Self-Reliance
Ralph Waldo Emerson entered Harvard in 1817. In 1841, he published his
first volume of essays, including Self-Reliance. The essay deals with an
essential paradox of life: that to live at peace in society we must in
fact break with society. To be approved of, we must act without regard
to others' approval. To win the support of others, we must act alone.
Richard Brodie, the developer of the Microsoft Word program, has updated
the work to make the power and wisdom of Emerson's work accessible to a
new generation of readers.
Genius
The other day I read some unusual poems. The poet wasn't famous for his poetry; in fact, he is a well-known artist, a painter. But the verses were so original and unconventional that they struck me, as I'm struck by any art that refuses to conform to convention, regardless of the subject or medium. It feels like the ghost of an old schoolteacher shaking a disapproving finger at my soul, scolding me for not remembering a lesson I should have learned by now. The frame of mind this kind of art puts me into is worth more to me than its content or message.
To believe your own thoughts—
to believe that what is true for you
in your private heart
is true for everyone—
that is genius.
Say your secret belief out loud and it becomes the truth of the universe. In time, the innermost idea will expand to the outermost edge of the cosmos, and our first thought will be echoed back to us in the dying notes of the end of eternity.
Speak Your Own Mind
As brilliant as they were, the true contribution of Moses, Plato, Jesus, and the like is that they sidestepped history and tradition and spoke their own mind, not a rehash of what the experts agreed on.
True brilliance is noticing the little gleam of light
that flashes through your own mind from within,
not the neon signs of experts and world leaders.
But we give up on our own thoughts without a fight, simply because they are ours! In every work of genius, don't we recognize our own rejected thoughts? They return to us with a certain alienated majesty.
The most important lesson we can learn
from great works of art is this: to stand behind our spontaneous
impression with gentle firmness, even and especially when the fans are
all cheering for the other side. And if we don't? Tomorrow some stranger
will come along and say quite eloquently what we thought and felt all
the time, and we'll have to shamefully take our own opinion from someone
else.
Originality
At some point everyone realizes that envy is ignorance; that imitation is suicide; that like it or not, we are who we are; that despite the infinite abundance in the universe, nothing good can come to us except by working that little plot of land that we are given to farm.
Each of us is a brand-new power in nature.
No one else knows what we can do.
We ourselves don't even know until we've tried.
It's not for nothing that a face, a personality, a fact will strike a note with you but make no impression at all on me. Your mind is sculpted that way for a purpose. Your eye was placed in the path of a particular ray of light so that it could testify about that ray.

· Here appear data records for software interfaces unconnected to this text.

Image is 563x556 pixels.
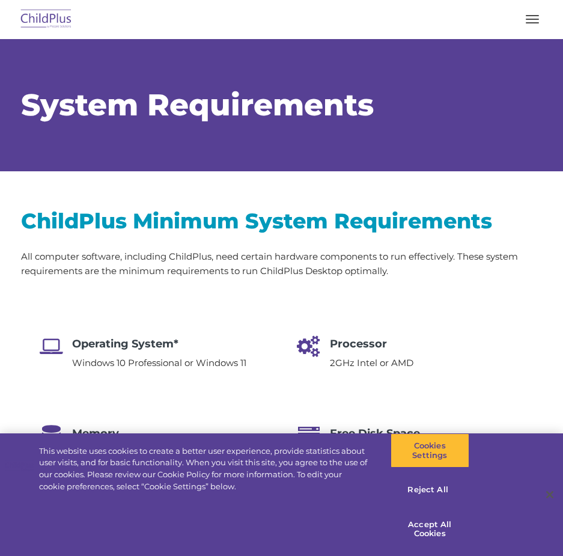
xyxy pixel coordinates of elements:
span: Phone number [261,119,312,128]
span: 2GHz Intel or AMD [330,357,413,368]
span: Last name [261,70,297,79]
h2: ChildPlus Minimum System Requirements [21,207,542,234]
span: Free Disk Space [330,427,420,440]
span: Processor [330,337,387,350]
p: All computer software, including ChildPlus, need certain hardware components to run effectively. ... [21,249,542,278]
span: Memory [72,427,119,440]
button: Cookies Settings [391,433,469,468]
div: This website uses cookies to create a better user experience, provide statistics about user visit... [39,445,368,492]
p: Windows 10 Professional or Windows 11 [72,356,246,370]
button: Accept All Cookies [391,512,469,546]
button: Reject All [391,477,466,502]
img: ChildPlus by Procare Solutions [18,5,75,34]
h4: Operating System* [72,335,246,352]
span: System Requirements [21,87,374,123]
button: Close [537,481,563,508]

But what do we do? We don't halfway express ourselves before we become ashamed of that divine idea each of us represents. There's no reason to distrust that idea. It grew out of goodness and harmony, given to us in good faith. But God won't have his work done by cowards.
We turn out happy and refreshed when we
put our heart into our work and do our best. Anything else gives us no
peace; it's a shortcut that short-circuits. And when we try the shortcut
we lose our inspiration, our muse, our creativity, our hope.
Trust Yourself
Trust yourself. Every heart vibrates to that iron string. Accept the place the universe has found for you—your culture, your society, your circumstances.

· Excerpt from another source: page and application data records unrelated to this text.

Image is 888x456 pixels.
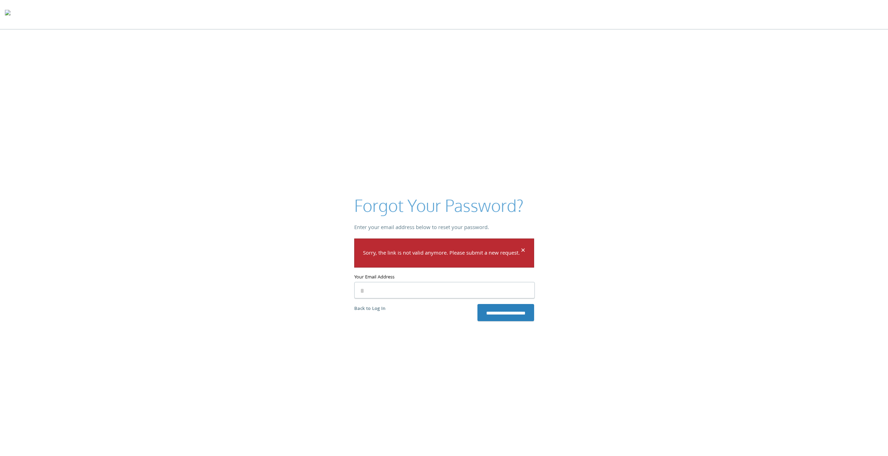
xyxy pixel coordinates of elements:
label: Your Email Address [354,273,534,282]
button: Dismiss alert [521,247,526,256]
a: Back to Log In [354,305,385,313]
p: Sorry, the link is not valid anymore. Please submit a new request. [363,249,520,259]
h2: Forgot Your Password? [354,194,534,217]
span: × [521,244,526,258]
img: todyl-logo-dark.svg [5,7,11,21]
div: Enter your email address below to reset your password. [354,223,534,233]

They reveal their belief that what's completely trustworthy lives in their heart, works through their hands, and radiates through their entire being.
We're adults now, and must accept in our highest mind the same
ultimate destiny. We're not children and cripples in a protected corner,
not cowards fleeing from a revolution, but guides, liberators, and
champions, loyal to the forces of Good and making advances on Chaos and
the Dark.
The complete work can be downloaded (pdf) here.